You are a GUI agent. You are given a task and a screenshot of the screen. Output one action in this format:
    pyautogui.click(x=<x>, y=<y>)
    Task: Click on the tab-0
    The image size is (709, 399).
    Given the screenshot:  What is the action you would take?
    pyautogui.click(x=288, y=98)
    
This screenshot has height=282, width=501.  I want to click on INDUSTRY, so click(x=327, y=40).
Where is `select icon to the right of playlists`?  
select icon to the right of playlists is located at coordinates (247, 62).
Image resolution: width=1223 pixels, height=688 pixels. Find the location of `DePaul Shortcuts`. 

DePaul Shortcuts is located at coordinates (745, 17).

________________________

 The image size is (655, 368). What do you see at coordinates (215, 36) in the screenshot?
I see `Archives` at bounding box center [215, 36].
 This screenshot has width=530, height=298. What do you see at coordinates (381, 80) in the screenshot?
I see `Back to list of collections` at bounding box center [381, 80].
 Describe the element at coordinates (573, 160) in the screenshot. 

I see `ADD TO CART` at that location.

________________________

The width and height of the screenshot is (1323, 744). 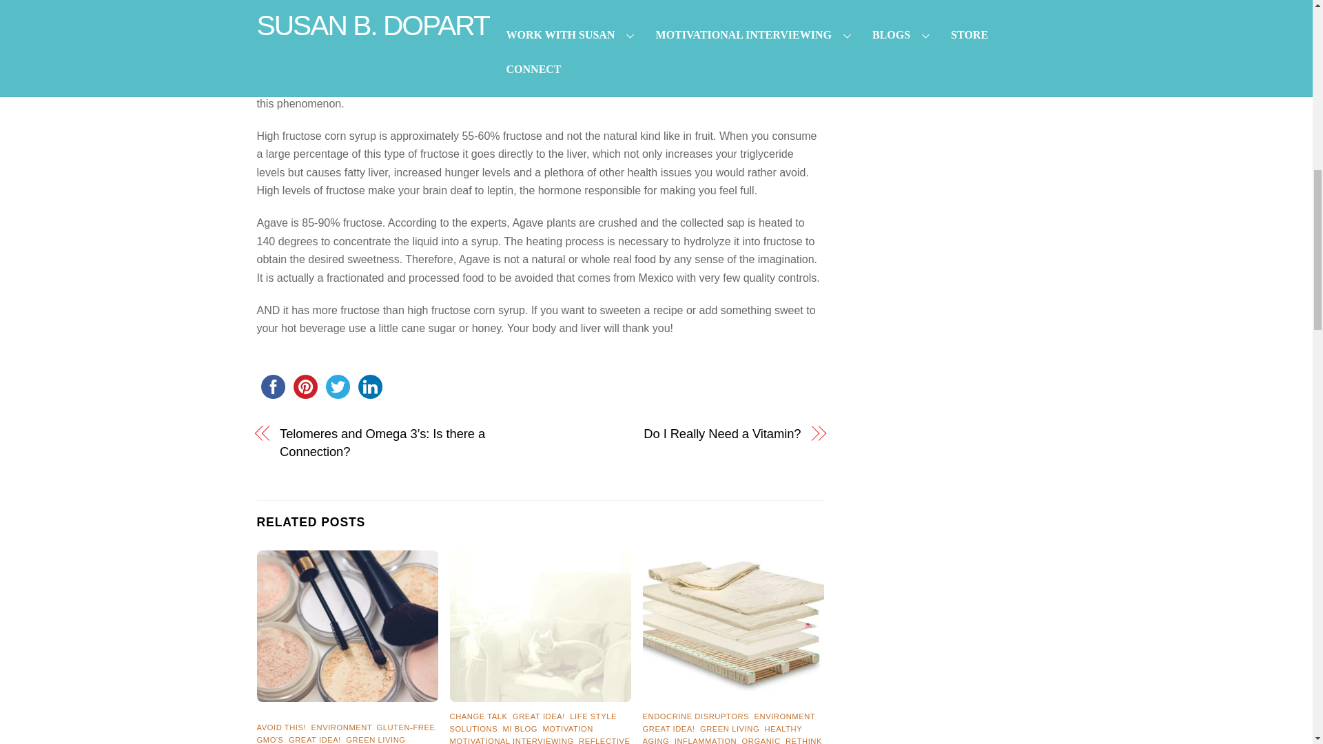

________________________

Find the line with "You are a GUI" in the entries above. Retype it and each line after it, exactly, through the line with "The image size is (709, 399).", and stop there.

- _Response for this exercise_:
You are a GUI agent. You are given a task and a screenshot of the screen. Output one action in this format:
    pyautogui.click(x=<x>, y=<y>)
    Task: Click on the tab-0
    The image size is (709, 399).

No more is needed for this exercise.